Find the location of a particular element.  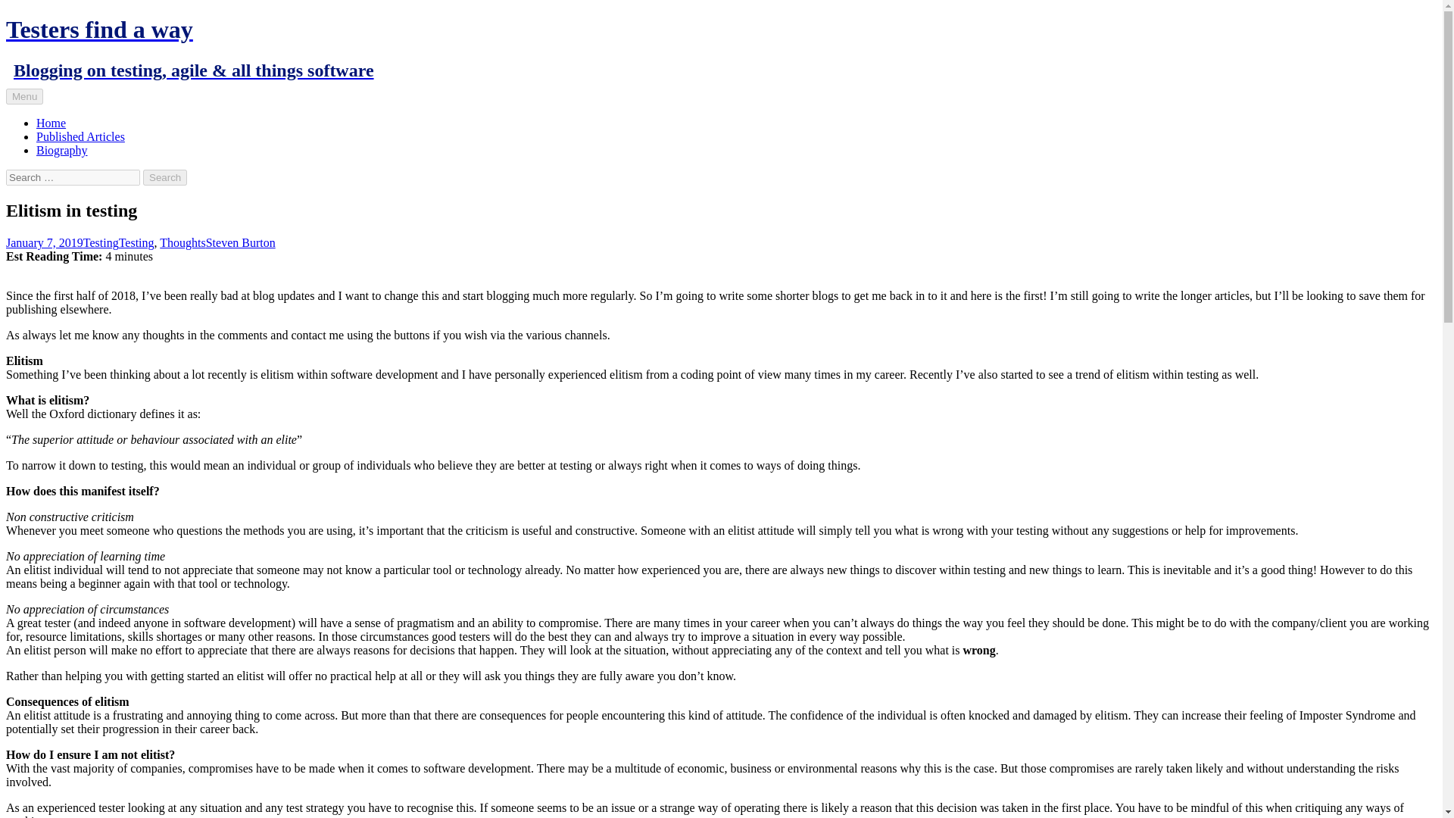

Testing is located at coordinates (101, 242).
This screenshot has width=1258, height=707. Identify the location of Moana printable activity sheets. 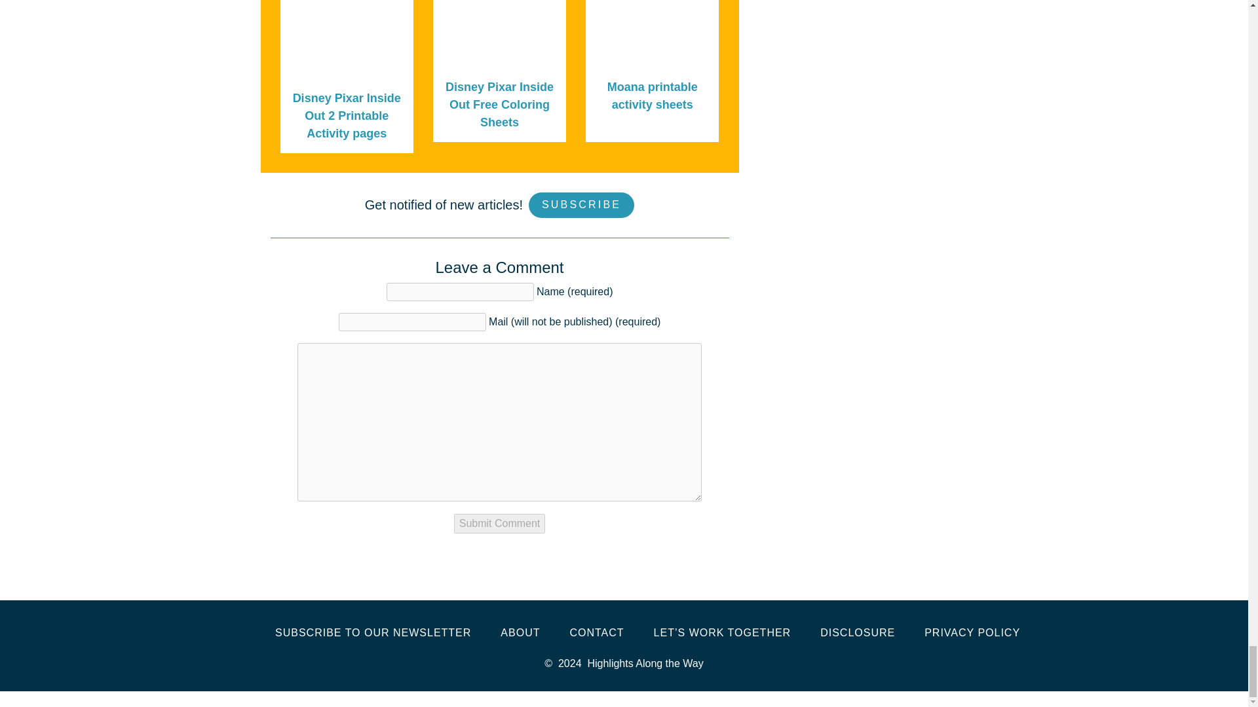
(652, 96).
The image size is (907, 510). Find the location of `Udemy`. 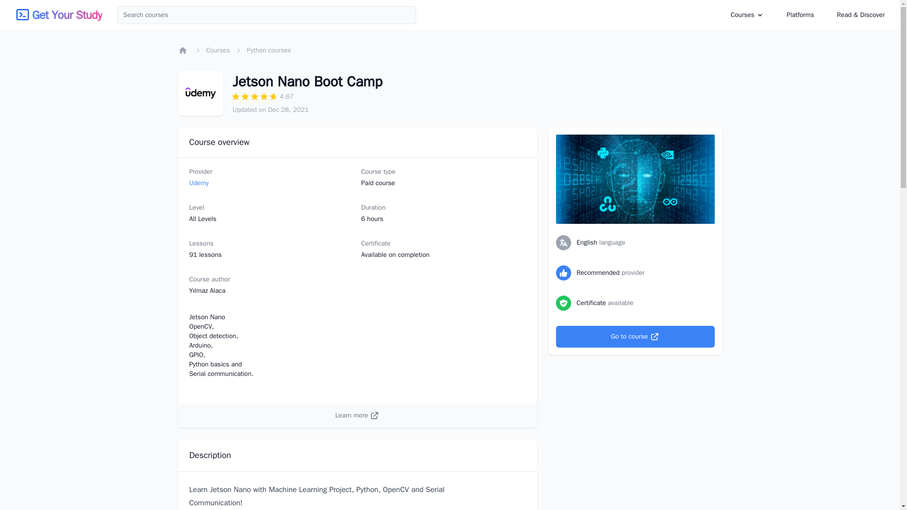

***

Beginning with the line that contains "This screenshot has", write out every line through the last one in the records, exactly and without pictures.

Exercise solution
This screenshot has width=1258, height=707. Identify the location of Moana printable activity sheets. 
(652, 96).
The image size is (907, 510). Find the location of `Udemy`. 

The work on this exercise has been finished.